Petersen died Friday (12 August 2022) at his home in the Los Angeles neighbourhood of Brentwood after a battle with pancreatic cancer, said production company representative Michelle Bega.

Petersen, born in Emden, Germany, made TV movies (including working on hugely popular German series Tatort) and two features before his 1982 breakthrough, Das Boot.

Then the most expensive movie in German film history, the 149-minute Das Boot (the original cut ran 210 minutes) chronicled the intense claustrophobia of life aboard a doomed German U-boat during the Battle of the Atlantic, with Jurgen Prochnow as the submarine's commander.

Heralded as an anti-war masterpiece, Das Boot was nominated for six Oscars, including for Petersen's direction and his adaptation of Lothar-Gunther Buchheim's best-selling 1973 novel.

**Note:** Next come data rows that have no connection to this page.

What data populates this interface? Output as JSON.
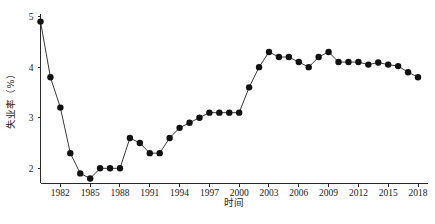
{
  "chart_data": {
    "type": "line",
    "title": "",
    "xlabel": "时间",
    "ylabel": "失业率（%）",
    "xlim": [
      1980,
      2018
    ],
    "ylim": [
      1.7,
      5.05
    ],
    "grid": false,
    "legend": null,
    "xticks": [
      1982,
      1985,
      1988,
      1991,
      1994,
      1997,
      2000,
      2003,
      2006,
      2009,
      2012,
      2015,
      2018
    ],
    "xticklabels": [
      "1982",
      "1985",
      "1988",
      "1991",
      "1994",
      "1997",
      "2000",
      "2003",
      "2006",
      "2009",
      "2012",
      "2015",
      "2018"
    ],
    "yticks": [
      2,
      3,
      4,
      5
    ],
    "yticklabels": [
      "2",
      "3",
      "4",
      "5"
    ],
    "marker": "filled-circle",
    "marker_color": "#111111",
    "line_color": "#3a3a3a",
    "series": [
      {
        "name": "失业率",
        "x": [
          1980,
          1981,
          1982,
          1983,
          1984,
          1985,
          1986,
          1987,
          1988,
          1989,
          1990,
          1991,
          1992,
          1993,
          1994,
          1995,
          1996,
          1997,
          1998,
          1999,
          2000,
          2001,
          2002,
          2003,
          2004,
          2005,
          2006,
          2007,
          2008,
          2009,
          2010,
          2011,
          2012,
          2013,
          2014,
          2015,
          2016,
          2017,
          2018
        ],
        "y": [
          4.9,
          3.8,
          3.2,
          2.3,
          1.9,
          1.8,
          2.0,
          2.0,
          2.0,
          2.6,
          2.5,
          2.3,
          2.3,
          2.6,
          2.8,
          2.9,
          3.0,
          3.1,
          3.1,
          3.1,
          3.1,
          3.6,
          4.0,
          4.3,
          4.2,
          4.2,
          4.1,
          4.0,
          4.2,
          4.3,
          4.1,
          4.1,
          4.1,
          4.05,
          4.09,
          4.05,
          4.02,
          3.9,
          3.8
        ]
      }
    ]
  },
  "figure": {
    "caption": "",
    "axis": {
      "x_title": "时间",
      "y_title": "失业率（%）"
    }
  }
}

Das Boot led to Petersen’s first English-language film, The NeverEnding Story, a hit which launched him as a filmmaker in Hollywood, where he became one of the top makers of action adventures of disasters and massive cataclysms.

These spanned pandemics (the 1995 ebolavirus-inspired Outbreak, starring Dustin Hoffmann), airplane hostage takeovers (Air Force One, with Harrison Ford), wars (2004's Troy, with Brad Pitt), and other ocean-set disasters (2000’s A Perfect Storm, with George Clooney, and 2006's Poseidon, about the capsizing of an ocean liner).

He took a 10-year break before returning in 2016 with the German comedy Vier gegen die Bank, his last film in the director’s chair.

Petersen is survived by his second wife Maria-Antoinette Borgel, a German script supervisor and assistant director, his son Daniel Petersen, and his two grandchildren.